Obama swipes at Paul Ryan's Ayn Rand fandom
President Obama dismissed Ayn Rand, whom Republican vice presidential candidate Paul Ryan said at one point "inspired him," as having "a pretty narrow vision" in an interview with Rolling Stone.
"Well, you'd have to ask Paul Ryan what that means to him," Obama said in the interview. "Ayn Rand is one of those things that a lot of us, when we were 17 or 18 and feeling misunderstood, we'd pick up. Then, as we get older, we realize that a world in which we're only thinking about ourselves and not thinking about anybody else, in which we're considering the entire project of developing ourselves as more important than our relationships to other people and making sure that everybody else has opportunity – that that's a pretty narrow vision."
The president went on to describe Rand's objectivist philosophy — which emphasizes self-interest — as having overtaken the GOP.
In a 2005 speech Ryan said he grew up reading Rand's writing, which included notable novels like Atlas Shrugged and The Fountainhead.
"It taught me quite a bit about who I am and what my value systems are and what my beliefs are," Ryan said. "It's inspired me so much that it's required reading in my office for all my interns and my staff."
Ryan went on to say that "the reason I got involved in public service, by and large, if I had to credit one thinker, one person, it would be Ayn Rand. And the fight we are in here, make no mistake about it, is a fight of individualism versus collectivism."

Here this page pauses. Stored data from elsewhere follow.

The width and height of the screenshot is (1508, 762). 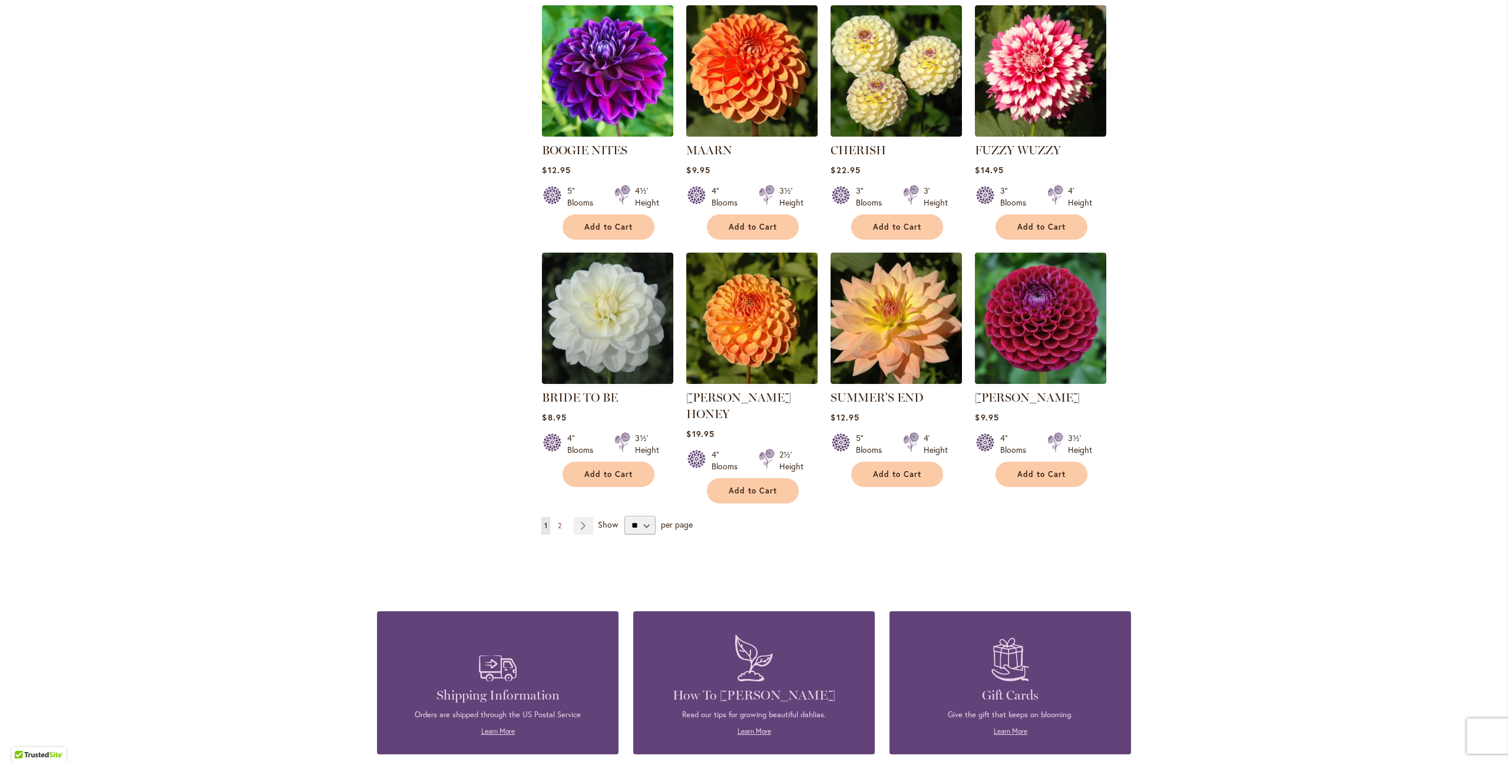 What do you see at coordinates (989, 170) in the screenshot?
I see `span: $14.95` at bounding box center [989, 170].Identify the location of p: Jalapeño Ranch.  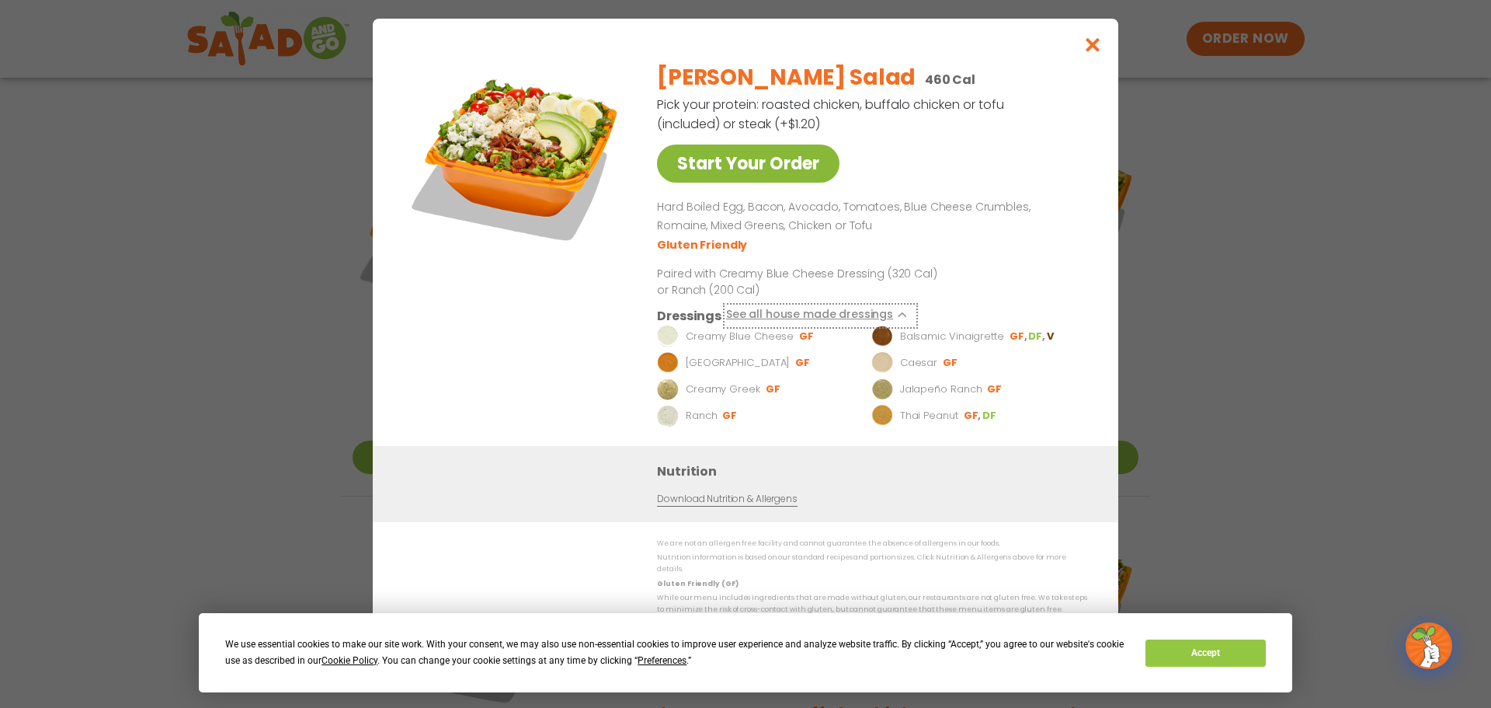
(941, 388).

But in an April interview with the National Review, Ryan said that his fandom was an overstated "urban legend."
“I, like millions of young people in America, read Rand’s novels when I was young. I enjoyed them,” Ryan said. “They spurred an interest in economics, in the Chicago School and Milton Friedman. But it’s a big stretch to suggest that a person is therefore an Objectivist.”
Ryan went on to say he rejected Rand's philosophy.
“It’s an atheist philosophy. It reduces human interactions down to mere contracts and it is antithetical to my worldview. If somebody is going to try to paste a person’s view on epistemology to me, then give me Thomas Aquinas, don't give me Ayn Rand," Ryan said.